To the Summer 2025 people:
Jane and I swam at Mitchell during the final hour of Summer. The warm sunlight was like a gentle reminder of hectic mornings dripping in humid sweat, long hours wrangling procedures on reluctant folk, and clouds and people that floated through the gates like background specters. Last night the water was salty and pungent with sun-tan lotion, but warm and relaxing like a soft water bathtub. The air was so cold and chilly that exiting was like admitting that Summer was truly over and it would be nine months, if ever, before we’d return.
My favorite part of the evening was watching Jane laugh with delight while swimming. She developed a love for the pools and has a naive comfort in the water that I’m certain came from the hours she spent in lessons with instructors that fostered that happiness and excitement.
The second favorite part of my time at the pool as a “patron” was seeing the lifeguards doing their jobs with practiced ease, with confidence, without apparent burden or frustration; all of our chairs were up with a full staff and typical 40 up 20 down rotations. They smiled at songs on the radio while scanning. They rotated with verbal and non-verbal confirmations. They didn’t correct kids doing belly flops (which are like diving), they whistled without context at people who looked at them with confused glances checking to see if they were being scolded. I felt pride. A little for me, but mostly at their expression of competence and deficiency (area of improvement).
I’m proud of you all. I’m proud of the way you grew into the pool jobs this summer. We aligned as a team in a way that hasn’t happened before for me. For that I’m extremely grateful, but also proud. Very proud.
I think nothing expressed that competence and effort we’ve been attempting to foster when the pool closed and Jane and I lingered in concessions like VIPs while patrons milled about the deck and shuffled through the gates. (I told Katelyn she could take someone in chair 5 down and she responded, “But you’re a patron.” I laughed; well done). The staff burst into activity; not just action but coordinated cohesive action to tear down the umbrellas, to winterize and prepare for the off-season; something we haven’t practiced or done before since last year. Everyone was moving and doing and so Jane and I quietly left to give staff the opportunity to do without impediment or distraction.
Today I’m sitting in the cleanest the pool office has been since the day before we opened looking at the bubbling water from the vents and pumps listening to a personal playlist. I’m thinking again about how the ghosts of your feet and movements are like howling echos of the Summer’s flurry. We burn like high-July sunshine. We clash like billiard balls after a break, and in those collisions between structure, scaffolding, and expectations we find a balance of personality and rigid accountability. I like to say I attempt to provide clear boundaries but allow for great leeway within those boundaries. I believe what makes Summer at pools so special are those millions of moments within the walls of job tasks, safety, and “meeting the public where they are.” Your personalities and vibrance are the soul of Deerspring and Mitchell. They are the driving engine that produces an energy you can feel in the air when you walk in, can smell under the sun-tan lotion and sweat, and can see in the way people clutch the concessions key, or readjust a guard tube, or open the office door for a deck walk.
Now, that energy is a memory. It’s a feeling that lingers under my skin and in my core. So begins the long slog through Winter and Spring before we burst again in glittering effort and happy reunions.
This isn’t to say that I’m already sad. Fall and Autumn brings with it a heady happiness filled with my favorite things: pumpkins and long cool nights with a hint of Summer’s lingering breath heating bones under flannel and jeans, the smell of cut grass and dead leaves, the sound of dead leaves as they blow across asphalt, the sound of high school drums during weekend games, the long remembered but still felt deeply feeling of “returning to school” and mix of fear and hope it always brought, and the slow slide into Winter as we flow through Thanksgiving and into long nights and cold days.
And all is not over; now I move into School Year season where there are fewer of you, but there is more opportunity for iteration, planning, trying new things, and refining excellence. Working lessons during the school year is exciting and challenging, but rewarding with the extra $3 / hour pay. How I fought for that! My gosh if you could only remember the $7.75 pay in 2018!! And this year we start at $20.
With this I’ll say adieu, goodbye, and bon voyage. May your days be filled with the dreams you wish and the actions to get them. Till next year!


### WHAT TO WORK ON
Show every line from the entries that follow which holds the word "area".

### AVAILABLE DATA
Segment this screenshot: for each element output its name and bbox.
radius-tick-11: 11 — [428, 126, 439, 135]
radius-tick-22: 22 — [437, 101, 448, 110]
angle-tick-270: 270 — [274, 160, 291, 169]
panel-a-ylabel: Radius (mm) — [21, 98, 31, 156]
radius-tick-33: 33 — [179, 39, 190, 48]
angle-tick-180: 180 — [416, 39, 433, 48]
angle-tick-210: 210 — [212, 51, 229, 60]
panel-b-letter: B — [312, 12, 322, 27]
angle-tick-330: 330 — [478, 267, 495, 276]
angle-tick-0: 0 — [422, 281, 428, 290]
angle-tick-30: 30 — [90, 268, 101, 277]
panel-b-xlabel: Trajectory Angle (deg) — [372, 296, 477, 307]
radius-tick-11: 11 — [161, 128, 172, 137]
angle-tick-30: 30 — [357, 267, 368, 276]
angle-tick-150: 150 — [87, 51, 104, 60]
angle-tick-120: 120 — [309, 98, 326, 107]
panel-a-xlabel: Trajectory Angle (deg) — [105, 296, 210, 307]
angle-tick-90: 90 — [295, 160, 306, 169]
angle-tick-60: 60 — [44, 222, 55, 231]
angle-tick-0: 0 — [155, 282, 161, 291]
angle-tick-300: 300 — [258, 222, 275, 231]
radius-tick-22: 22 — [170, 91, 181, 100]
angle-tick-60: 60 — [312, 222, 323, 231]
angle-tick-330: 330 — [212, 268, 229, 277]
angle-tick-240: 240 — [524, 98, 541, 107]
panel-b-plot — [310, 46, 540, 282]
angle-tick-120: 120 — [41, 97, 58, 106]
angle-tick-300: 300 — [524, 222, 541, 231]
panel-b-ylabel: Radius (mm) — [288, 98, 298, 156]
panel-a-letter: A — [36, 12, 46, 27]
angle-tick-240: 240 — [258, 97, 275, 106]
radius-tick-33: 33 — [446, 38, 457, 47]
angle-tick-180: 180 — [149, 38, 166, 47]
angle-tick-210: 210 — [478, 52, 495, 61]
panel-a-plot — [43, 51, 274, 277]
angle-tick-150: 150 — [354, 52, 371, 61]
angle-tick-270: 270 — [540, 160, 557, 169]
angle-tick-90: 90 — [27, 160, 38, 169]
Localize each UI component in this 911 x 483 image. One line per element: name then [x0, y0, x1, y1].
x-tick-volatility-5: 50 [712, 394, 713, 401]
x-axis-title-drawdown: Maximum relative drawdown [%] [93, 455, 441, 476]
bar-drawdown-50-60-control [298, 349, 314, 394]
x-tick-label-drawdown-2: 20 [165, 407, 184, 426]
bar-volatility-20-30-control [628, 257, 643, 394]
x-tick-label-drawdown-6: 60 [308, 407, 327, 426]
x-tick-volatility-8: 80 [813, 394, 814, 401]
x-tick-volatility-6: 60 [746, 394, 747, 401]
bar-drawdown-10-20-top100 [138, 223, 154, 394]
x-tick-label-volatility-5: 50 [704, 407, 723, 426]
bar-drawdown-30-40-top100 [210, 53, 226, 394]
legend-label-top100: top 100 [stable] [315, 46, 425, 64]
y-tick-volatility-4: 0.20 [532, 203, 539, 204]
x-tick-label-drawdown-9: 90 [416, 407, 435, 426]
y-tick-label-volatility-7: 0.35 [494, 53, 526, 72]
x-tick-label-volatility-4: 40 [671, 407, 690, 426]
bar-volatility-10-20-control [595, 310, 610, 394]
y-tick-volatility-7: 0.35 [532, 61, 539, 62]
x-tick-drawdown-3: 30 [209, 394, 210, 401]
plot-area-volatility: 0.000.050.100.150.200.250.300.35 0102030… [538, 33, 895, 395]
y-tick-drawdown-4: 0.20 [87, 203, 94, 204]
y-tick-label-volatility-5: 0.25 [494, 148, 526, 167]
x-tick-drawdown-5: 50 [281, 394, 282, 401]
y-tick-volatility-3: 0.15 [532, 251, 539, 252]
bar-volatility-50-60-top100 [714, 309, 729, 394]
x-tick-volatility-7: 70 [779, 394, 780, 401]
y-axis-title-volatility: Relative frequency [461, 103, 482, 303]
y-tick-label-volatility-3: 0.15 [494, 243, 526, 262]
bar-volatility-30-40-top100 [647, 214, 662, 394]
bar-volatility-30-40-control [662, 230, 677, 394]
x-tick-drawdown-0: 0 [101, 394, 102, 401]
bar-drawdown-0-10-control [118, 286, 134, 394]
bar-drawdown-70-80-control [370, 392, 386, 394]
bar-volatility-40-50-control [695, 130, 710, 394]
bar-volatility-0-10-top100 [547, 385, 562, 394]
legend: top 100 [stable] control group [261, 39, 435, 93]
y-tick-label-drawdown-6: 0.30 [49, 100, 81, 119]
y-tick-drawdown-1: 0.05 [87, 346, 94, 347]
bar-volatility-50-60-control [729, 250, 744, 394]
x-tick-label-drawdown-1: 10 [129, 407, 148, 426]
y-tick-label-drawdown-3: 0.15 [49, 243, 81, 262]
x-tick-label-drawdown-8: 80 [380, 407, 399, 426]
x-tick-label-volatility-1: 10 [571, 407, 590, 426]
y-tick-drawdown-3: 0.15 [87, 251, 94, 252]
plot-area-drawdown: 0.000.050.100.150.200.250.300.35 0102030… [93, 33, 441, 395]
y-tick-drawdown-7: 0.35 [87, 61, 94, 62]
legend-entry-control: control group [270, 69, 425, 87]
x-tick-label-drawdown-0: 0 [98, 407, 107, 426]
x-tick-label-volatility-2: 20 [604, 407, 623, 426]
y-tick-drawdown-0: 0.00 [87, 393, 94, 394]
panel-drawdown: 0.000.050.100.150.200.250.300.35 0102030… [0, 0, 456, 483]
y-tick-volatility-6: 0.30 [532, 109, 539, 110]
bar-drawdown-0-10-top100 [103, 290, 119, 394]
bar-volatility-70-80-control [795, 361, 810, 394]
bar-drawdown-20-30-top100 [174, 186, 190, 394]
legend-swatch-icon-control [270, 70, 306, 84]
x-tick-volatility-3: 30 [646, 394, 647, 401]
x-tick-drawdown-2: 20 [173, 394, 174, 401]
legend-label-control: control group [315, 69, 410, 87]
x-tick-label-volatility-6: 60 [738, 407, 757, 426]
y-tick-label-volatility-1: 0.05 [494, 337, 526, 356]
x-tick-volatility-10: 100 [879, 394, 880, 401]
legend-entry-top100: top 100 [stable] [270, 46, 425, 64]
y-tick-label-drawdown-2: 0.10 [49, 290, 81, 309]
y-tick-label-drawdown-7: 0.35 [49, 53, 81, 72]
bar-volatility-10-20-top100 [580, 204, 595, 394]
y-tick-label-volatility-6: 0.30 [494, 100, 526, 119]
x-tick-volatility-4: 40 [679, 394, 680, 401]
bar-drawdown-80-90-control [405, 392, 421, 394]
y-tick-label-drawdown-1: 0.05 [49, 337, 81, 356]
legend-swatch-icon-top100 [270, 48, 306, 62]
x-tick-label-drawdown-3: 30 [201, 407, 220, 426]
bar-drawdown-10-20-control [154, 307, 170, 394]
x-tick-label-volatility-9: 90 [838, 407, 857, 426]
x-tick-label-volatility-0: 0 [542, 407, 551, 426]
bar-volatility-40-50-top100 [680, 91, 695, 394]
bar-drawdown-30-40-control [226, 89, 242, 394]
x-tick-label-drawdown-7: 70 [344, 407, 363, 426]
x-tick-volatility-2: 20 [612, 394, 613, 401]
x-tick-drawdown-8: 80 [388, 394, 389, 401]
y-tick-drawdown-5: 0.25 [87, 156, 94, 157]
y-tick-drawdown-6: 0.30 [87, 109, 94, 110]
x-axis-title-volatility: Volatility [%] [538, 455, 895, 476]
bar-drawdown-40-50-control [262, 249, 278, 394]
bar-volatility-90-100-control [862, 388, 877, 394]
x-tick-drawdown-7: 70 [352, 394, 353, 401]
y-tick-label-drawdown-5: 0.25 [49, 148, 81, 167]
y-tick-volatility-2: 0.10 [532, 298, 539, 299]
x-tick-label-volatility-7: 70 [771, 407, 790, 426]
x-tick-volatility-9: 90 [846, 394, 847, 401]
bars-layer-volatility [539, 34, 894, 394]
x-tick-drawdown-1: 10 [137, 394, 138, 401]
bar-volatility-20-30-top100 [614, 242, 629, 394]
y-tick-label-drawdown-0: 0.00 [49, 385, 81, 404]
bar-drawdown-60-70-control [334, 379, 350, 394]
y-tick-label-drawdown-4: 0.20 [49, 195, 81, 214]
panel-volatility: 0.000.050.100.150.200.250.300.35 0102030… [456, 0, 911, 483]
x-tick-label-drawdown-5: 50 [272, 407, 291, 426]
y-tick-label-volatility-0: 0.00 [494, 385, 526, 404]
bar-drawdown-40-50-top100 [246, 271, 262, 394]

### ANSWER BOX
plot-area-volatility: 0.000.050.100.150.200.250.300.35 0102030… [538, 33, 895, 395]
plot-area-drawdown: 0.000.050.100.150.200.250.300.35 0102030… [93, 33, 441, 395]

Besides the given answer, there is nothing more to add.